This is the 11th one-page bimonthly column that I published in Cahiers du Cinéma España; it appeared in their March 2009 issue. — J.R.
Tomorrow I start teaching the final semester of a course and film series I’ve been offering at Chicago’s School of the Art Institute devoted to world cinema of the 30s, 40s, 50s and 60s. To provide a segue between the Depression of the 30s and the 40s, I’ll be starting with a double feature devoted to economic desperation, Preston Sturges’s Christmas in July (1940) and Edgar G. Ulmer’s Detour (1945).
Two of the most popular films I showed last fall were Lubitsch’s The Man I Killed (1932) and McCarey’s Make Way for Tomorrow (1937). I selected them before last year’s economic recession started, and the congruence and relevance of certain themes — remorse about warfare and spurious patriotism, crowded family apartments and neglect of the elderly — probably added to their appeal. But the contemporary impact of films is always difficult to predict. I’m convinced that a significant part of what inspired Clint Eastwood to make Flags of Our Fathers and Letters from Iwo Jima was the U.S. occupation of Iraq, but this relevance wasn’t discussed in the press. In most such cases, a denial of contemporary relevance seems almost obligatory. To cite an extreme example, when Elaine May’s Ishtar (1987) satirized American stupidity in the Middle East, the U.S. media’s almost universal and scornful rejection of this comedy as “terrible” refused to grant the film any political dimension at all.
This isn’t the case with Eastwood’s latest feature, Gran Torino — which I’m happy to say has already, seven weeks into its run, grossed almost a hundred million dollars. But it’s worth noting that the website Rotten Tomatoes describes the critical “consensus” as follows: “Though a minor entry in Eastwood’s body of work, Gran Torino is nevertheless a humorous, touching, and intriguing old-school parable.” Why in fact an outspoken and highly critical (and even Fulleresque) treatment of American racism should be deemed “minor” alongside Eastwood’s previous film, Changeling — which deals with such burning contemporary issues as the corruption of the Los Angeles police force in the late 20s — is a sociological question of some interest, but not one I could presume to answer.
At least the American reviews have been right in connecting Eastwood’s hero, Walt Kowalski — an embittered and racist retired auto worker, widower, and Korean war veteran in a Detroit suburb — to his “Dirty” Harry Callahan 37 years ago. Indeed, it’s interesting to reflect that while Don Siegel, the liberal director of Dirty Harry, expressed only pride with the huge commercial success of that rightwing thriller, Eastwood himself, a conservative, has been devoting much of his career in recent years to critiquing his own conservatism from within, with particular attention given to Dirty Harry and all that he has come to represent.
Of course it’s the capacity and privilege of some of the greatest stars to examine the dark side of their own personas (think of the parallel cases of Chaplin in Monsieur Verdoux and Monroe in Gentlemen Prefer Blondes), and it should be added that Eastwood has been explicitly critiquing his own macho bluster as an actor for some time — perhaps most impressively in the underrated White Hunter, Black Heart (1990), where he complicates matters by offering what might be called a Brechtian impersonation of John Huston (that is, a performance in which we’re constantly aware of Eastwood playing Huston) that also becomes a parody of American imperialism, liberalism, and Hollywood entitlement as well as macho posturing. But even though there are gaps in his portrait of Walt Kowalski — we understand practically nothing about his former marriage, for example — the portrayal of his attitudes towards a family belonging to an Asian minority, the Hmong, who move next door to him (and who aren’t in the least bit romanticized) couldn’t be more scathing.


■ GOAL OF THE EXERCISE
The lines to extract run from the start of the records through the line with "Image is 644x286 pixels.", both ends included; drop the pictures.

[Dataset rows for apps and sites]
◇ ◇ ◇

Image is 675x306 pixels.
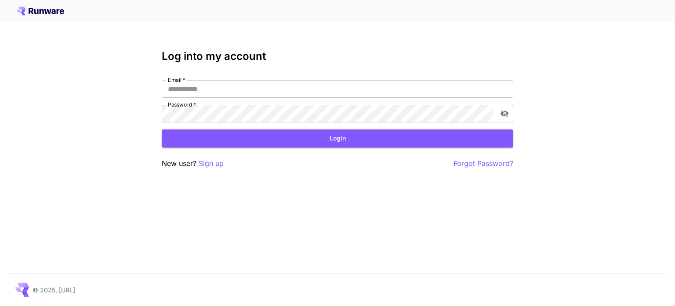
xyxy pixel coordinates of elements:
[497,106,513,121] button: toggle password visibility
[168,101,196,108] label: Password
[162,129,514,147] button: Login
[33,285,75,294] p: © 2025, [URL]
[454,158,514,169] button: Forgot Password?
[199,158,224,169] button: Sign up
[162,50,514,62] h3: Log into my account
[168,76,185,84] label: Email
[162,158,224,169] p: New user?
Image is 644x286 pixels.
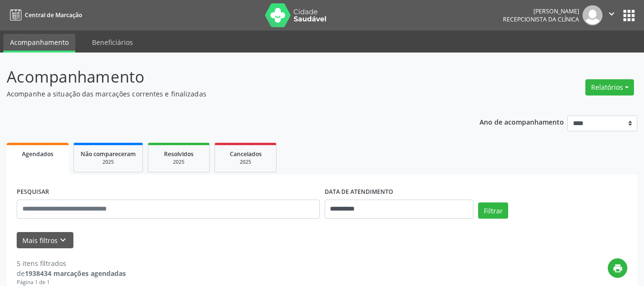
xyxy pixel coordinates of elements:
[16,185,49,200] label: PESQUISAR
[155,158,203,165] div: 2025
[85,34,139,51] a: Beneficiários
[603,5,621,25] button: 
[25,11,82,19] span: Central de Marcação
[164,150,193,158] span: Resolvidos
[81,158,136,165] div: 2025
[230,150,261,158] span: Cancelados
[25,269,126,278] strong: 1938434 marcações agendadas
[16,232,74,248] button: Mais filtroskeyboard_arrow_down
[621,7,637,24] button: apps
[608,259,628,278] button: print
[613,263,623,273] i: print
[3,34,75,52] a: Acompanhamento
[7,7,82,23] a: Central de Marcação
[606,9,617,19] i: 
[325,185,394,200] label: DATA DE ATENDIMENTO
[503,7,579,15] div: [PERSON_NAME]
[22,150,53,158] span: Agendados
[7,89,448,99] p: Acompanhe a situação das marcações correntes e finalizadas
[480,115,564,128] p: Ano de acompanhamento
[478,202,508,219] button: Filtrar
[81,150,136,158] span: Não compareceram
[16,259,126,268] div: 5 itens filtrados
[16,268,126,278] div: de
[585,79,634,96] button: Relatórios
[7,65,448,89] p: Acompanhamento
[582,5,603,25] img: img
[58,235,68,245] i: keyboard_arrow_down
[503,15,579,24] span: Recepcionista da clínica
[221,158,269,165] div: 2025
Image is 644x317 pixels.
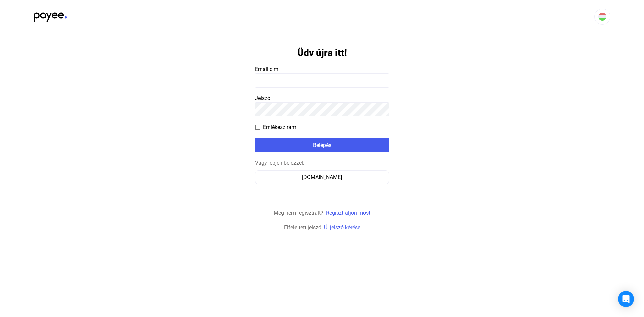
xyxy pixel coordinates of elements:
button: Belépés [255,138,389,152]
button: [DOMAIN_NAME] [255,170,389,185]
div: [DOMAIN_NAME] [257,173,387,181]
img: HU [599,13,606,21]
h1: Üdv újra itt! [297,47,347,58]
button: HU [594,9,611,25]
div: Open Intercom Messenger [618,291,634,307]
span: Jelszó [255,95,270,101]
a: Regisztráljon most [326,209,370,216]
a: Új jelszó kérése [324,225,360,231]
span: Elfelejtett jelszó [284,225,321,231]
span: Még nem regisztrált? [274,209,323,216]
div: Vagy lépjen be ezzel: [255,159,389,167]
span: Emlékezz rám [263,123,296,131]
img: black-payee-blue-dot.svg [33,9,67,22]
div: Belépés [257,142,387,149]
span: Email cím [255,66,279,72]
a: [DOMAIN_NAME] [255,174,389,181]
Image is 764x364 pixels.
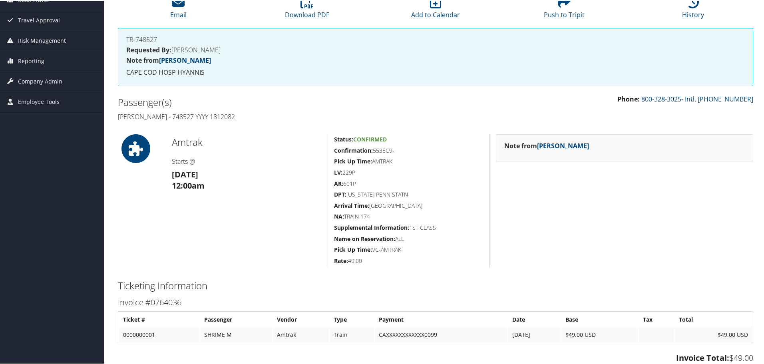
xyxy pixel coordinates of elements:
h5: 229P [334,168,483,176]
td: 0000000001 [119,327,199,341]
strong: Confirmation: [334,146,373,153]
span: Travel Approval [18,10,60,30]
th: Base [561,312,638,326]
span: Confirmed [353,135,387,142]
span: Reporting [18,50,44,70]
h2: Ticketing Information [118,278,753,292]
strong: Rate: [334,256,348,264]
td: CAXXXXXXXXXXXX0099 [375,327,508,341]
strong: Requested By: [126,45,171,54]
th: Payment [375,312,508,326]
strong: 12:00am [172,179,205,190]
h5: 601P [334,179,483,187]
span: Risk Management [18,30,66,50]
a: [PERSON_NAME] [159,55,211,64]
a: [PERSON_NAME] [537,141,589,149]
h2: Passenger(s) [118,95,429,108]
strong: Name on Reservation: [334,234,395,242]
h5: TRAIN 174 [334,212,483,220]
td: Train [330,327,373,341]
h3: Invoice #0764036 [118,296,753,307]
td: SHRIME M [200,327,272,341]
span: Company Admin [18,71,62,91]
th: Total [675,312,752,326]
td: Amtrak [273,327,329,341]
h5: 1ST CLASS [334,223,483,231]
th: Type [330,312,373,326]
span: Employee Tools [18,91,60,111]
strong: Status: [334,135,353,142]
strong: Supplemental Information: [334,223,409,230]
h3: $49.00 [118,351,753,363]
strong: DPT: [334,190,346,197]
h4: [PERSON_NAME] - 748527 YYYY 1812082 [118,111,429,120]
th: Date [508,312,560,326]
strong: Note from [126,55,211,64]
strong: Arrival Time: [334,201,369,208]
strong: Pick Up Time: [334,245,372,252]
h2: Amtrak [172,135,322,148]
td: $49.00 USD [675,327,752,341]
th: Vendor [273,312,329,326]
strong: AR: [334,179,343,187]
h4: [PERSON_NAME] [126,46,745,52]
h5: [GEOGRAPHIC_DATA] [334,201,483,209]
h5: [US_STATE] PENN STATN [334,190,483,198]
h4: Starts @ [172,156,322,165]
strong: Note from [504,141,589,149]
td: [DATE] [508,327,560,341]
p: CAPE COD HOSP HYANNIS [126,67,745,77]
strong: Invoice Total: [676,351,729,362]
strong: Pick Up Time: [334,157,372,164]
th: Ticket # [119,312,199,326]
h5: 5535C9- [334,146,483,154]
a: 800-328-3025- Intl. [PHONE_NUMBER] [641,94,753,103]
h5: ALL [334,234,483,242]
h4: TR-748527 [126,36,745,42]
strong: [DATE] [172,168,198,179]
h5: 49.00 [334,256,483,264]
strong: Phone: [617,94,639,103]
th: Passenger [200,312,272,326]
td: $49.00 USD [561,327,638,341]
h5: VC-AMTRAK [334,245,483,253]
strong: LV: [334,168,342,175]
h5: AMTRAK [334,157,483,165]
strong: NA: [334,212,344,219]
th: Tax [639,312,674,326]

◇ ◇ ◇

■ EXERCISE RESPONSE
Image is 675x306 pixels.
xyxy pixel coordinates of elements:
[497,106,513,121] button: toggle password visibility
[168,101,196,108] label: Password
[162,129,514,147] button: Login
[33,285,75,294] p: © 2025, [URL]
[454,158,514,169] button: Forgot Password?
[199,158,224,169] button: Sign up
[162,50,514,62] h3: Log into my account
[168,76,185,84] label: Email
[162,158,224,169] p: New user?
Image is 644x286 pixels.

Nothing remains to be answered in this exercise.